The turbocharged four-cylinder engine gives the Grand Highlander its primary powertrain characteristic: adequate acceleration across daily driving scenarios, well-tuned steering and braking whose calibration gives the vehicle a balanced and predictable dynamic character, and fuel economy returns that are among the best in the segment for a three-row SUV whose size and eight-seat capacity place it in the Pilot’s specific competitive set. The starting price is around $41,630, and the U.S. News rating of 9.0 out of 10 gives the Grand Highlander a strong value position for the large-family buyer who needs the eight-seat capacity without the premium pricing of the segment’s more upscale alternatives.
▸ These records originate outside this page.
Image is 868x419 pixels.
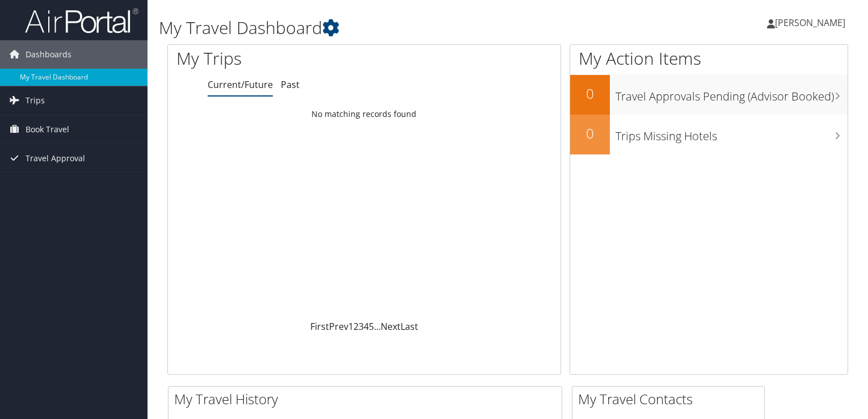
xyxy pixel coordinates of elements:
[570,75,847,115] a: 0Travel Approvals Pending (Advisor Booked)
[381,320,401,333] a: Next
[25,8,138,34] img: airportal-logo.png
[176,46,388,71] h1: My Trips
[207,78,273,91] a: Current/Future
[310,320,329,333] a: First
[174,389,562,409] h2: My Travel History
[767,6,857,39] a: [PERSON_NAME]
[570,124,610,143] h2: 0
[26,40,71,68] span: Dashboards
[26,145,85,173] span: Travel Approval
[353,320,359,333] a: 2
[329,320,348,333] a: Prev
[364,320,369,333] a: 4
[570,46,847,71] h1: My Action Items
[570,84,610,103] h2: 0
[159,16,624,39] h1: My Travel Dashboard
[168,104,560,124] td: No matching records found
[570,115,847,154] a: 0Trips Missing Hotels
[616,122,847,145] h3: Trips Missing Hotels
[26,115,69,144] span: Book Travel
[359,320,364,333] a: 3
[281,78,299,91] a: Past
[616,83,847,104] h3: Travel Approvals Pending (Advisor Booked)
[374,320,381,333] span: …
[775,17,845,29] span: [PERSON_NAME]
[26,86,45,115] span: Trips
[401,320,418,333] a: Last
[578,389,764,409] h2: My Travel Contacts
[348,320,353,333] a: 1
[369,320,374,333] a: 5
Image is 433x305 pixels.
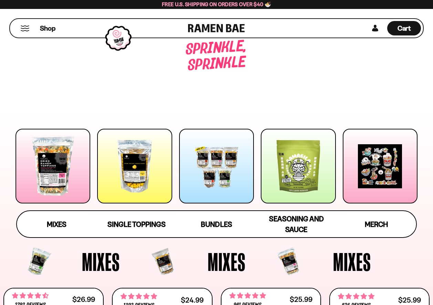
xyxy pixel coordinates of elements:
[108,220,166,229] span: Single Toppings
[47,220,67,229] span: Mixes
[365,220,388,229] span: Merch
[12,292,49,301] span: 4.68 stars
[256,211,336,238] a: Seasoning and Sauce
[72,296,95,303] div: $26.99
[398,24,411,32] span: Cart
[121,292,157,301] span: 4.76 stars
[201,220,232,229] span: Bundles
[40,24,55,33] span: Shop
[336,211,416,238] a: Merch
[269,215,324,234] span: Seasoning and Sauce
[208,250,246,275] span: Mixes
[82,250,120,275] span: Mixes
[162,1,271,8] span: Free U.S. Shipping on Orders over $40 🍜
[230,292,266,301] span: 4.75 stars
[20,26,30,31] button: Mobile Menu Trigger
[398,297,421,304] div: $25.99
[338,292,375,301] span: 4.76 stars
[290,296,313,303] div: $25.99
[333,250,371,275] span: Mixes
[97,211,177,238] a: Single Toppings
[177,211,257,238] a: Bundles
[181,297,204,304] div: $24.99
[17,211,97,238] a: Mixes
[387,19,421,38] a: Cart
[40,21,55,36] a: Shop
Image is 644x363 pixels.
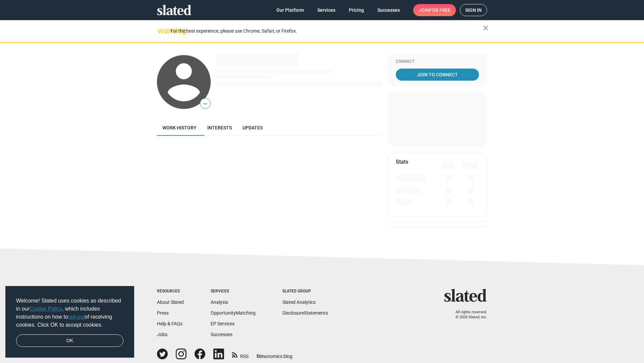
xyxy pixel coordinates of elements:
[68,314,85,319] a: opt-out
[413,4,456,16] a: Joinfor free
[157,310,169,315] a: Press
[430,4,450,16] span: for free
[157,321,183,326] a: Help & FAQs
[396,158,408,165] mat-card-title: Stats
[237,120,268,136] a: Updates
[202,120,237,136] a: Interests
[276,4,304,16] span: Our Platform
[157,300,183,305] a: About Slated
[157,331,167,337] a: Jobs
[419,4,450,16] span: Join
[207,125,232,131] span: Interests
[377,4,400,16] span: Successes
[242,125,262,131] span: Updates
[16,297,124,329] span: Welcome! Slated uses cookies as described in our , which includes instructions on how to of recei...
[16,334,124,347] a: dismiss cookie message
[157,120,202,136] a: Work history
[282,310,328,315] a: DisclosureStatements
[211,321,234,326] a: EP Services
[157,288,183,294] div: Resources
[211,310,256,315] a: OpportunityMatching
[256,353,265,359] span: film
[349,4,364,16] span: Pricing
[5,286,134,358] div: cookieconsent
[343,4,369,16] a: Pricing
[211,300,228,305] a: Analysis
[256,348,293,359] a: filmonomics blog
[318,4,335,16] span: Services
[211,331,232,337] a: Successes
[396,59,479,64] div: Connect
[282,300,315,305] a: Slated Analytics
[460,4,487,16] a: Sign in
[372,4,405,16] a: Successes
[211,288,256,294] div: Services
[170,27,483,35] div: For the best experience, please use Chrome, Safari, or Firefox.
[271,4,309,16] a: Our Platform
[312,4,341,16] a: Services
[29,305,62,311] a: Cookie Policy
[282,288,328,294] div: Slated Group
[162,125,197,131] span: Work history
[200,100,210,108] span: —
[449,310,487,319] p: All rights reserved. © 2025 Slated, Inc.
[482,24,490,32] mat-icon: close
[397,69,477,80] span: Join To Connect
[158,27,166,35] mat-icon: warning
[396,69,479,80] a: Join To Connect
[465,4,482,15] span: Sign in
[232,349,248,359] a: RSS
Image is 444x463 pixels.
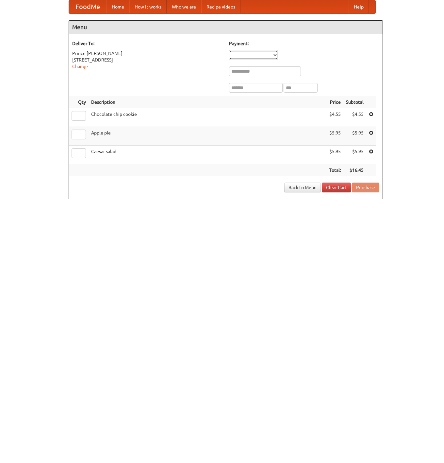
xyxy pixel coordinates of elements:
a: How it works [129,0,167,13]
td: $5.95 [344,127,367,146]
a: Clear Cart [322,182,351,192]
button: Purchase [352,182,380,192]
td: Apple pie [89,127,327,146]
h5: Payment: [229,40,380,47]
a: Home [107,0,129,13]
th: Price [327,96,344,108]
a: Who we are [167,0,201,13]
h5: Deliver To: [72,40,223,47]
th: Qty [69,96,89,108]
a: FoodMe [69,0,107,13]
a: Change [72,64,88,69]
td: Caesar salad [89,146,327,164]
td: $5.95 [344,146,367,164]
td: $4.55 [344,108,367,127]
td: $5.95 [327,146,344,164]
a: Back to Menu [284,182,321,192]
th: Total: [327,164,344,176]
div: [STREET_ADDRESS] [72,57,223,63]
td: $4.55 [327,108,344,127]
td: Chocolate chip cookie [89,108,327,127]
th: Subtotal [344,96,367,108]
a: Help [349,0,369,13]
a: Recipe videos [201,0,241,13]
h4: Menu [69,21,383,34]
th: $16.45 [344,164,367,176]
div: Prince [PERSON_NAME] [72,50,223,57]
td: $5.95 [327,127,344,146]
th: Description [89,96,327,108]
The specific limitation relative to the Pilot is off-road capability: the Grand Highlander’s road-biased platform and chassis tuning give it excellent on-road manners but a more modest off-road capability, which the Pilot’s Trail Sport variant specifically targets. For the family whose SUV use is entirely on-road, this limitation is irrelevant, and the Grand Highlander’s smooth ride and easygoing character give the highway family trip its most comfortable platform in the segment. The Toyota Safety Sense package, standard across the Grand Highlander lineup, provides a comprehensive active safety suite, including pedestrian detection, lane keeping assist, and adaptive cruise control, which represent the current state of mass-market active safety technology.
10 / 10

Credit: Mazda
The 2026 Mazda CX-90 gives the three-row midsize SUV category its most direct near-luxury interior experience at the segment’s mainstream price point, and the aesthetic ambition that distinguishes Mazda’s current interior design from every other mainstream brand gives the CX-90 a cabin whose materials, design sensibility, and overall atmosphere are specific to this vehicle and not replicated in the Pilot’s more conservatively finished interior. The exterior design is bold by Mazda’s internal standards, giving the CX-90 a visual presence more assertive than the subtle refinement of the Mazda3 and CX-5, though reviewers note the boldness is relative to the Mazda canon and more restrained compared to the segment’s most assertive styling exercises.
The three-row standard configuration gives the CX-90 the family-SUV functionality the Pilot comparison requires, and the practicality of its packaging provides usable cabin volume and a feature set that the near-luxury ambition does not compromise. The available plug-in hybrid variant, reviewed separately, adds electric range and additional low-end torque to the CX-90’s already efficient and engaging drivetrain, and the PHEV’s electric daily driving capability and gasoline range for longer trips give the efficiency-focused buyer an option within the CX-90 platform.
The starting price is around $38,800, and the U.S. News score of 8.8 out of 10 positions the CX-90 competitively, with its primary arguments being interior quality and driving character, not segment-leading capacity or technology. The handling can feel heavy at certain speeds, which reviewers note is a consistent characteristic of the CX-90’s dynamics, and the third-row space is adequate but not as generous as that of dedicated full-size three-row vehicles in the segment. For the buyer who prioritizes the daily driving experience and the interior environment over the last increment of cargo space and third-row accommodation, the CX-90 gives those qualities at a price that the near-luxury badge competitors charge considerably more than the CX-90’s base trim asking price to approach.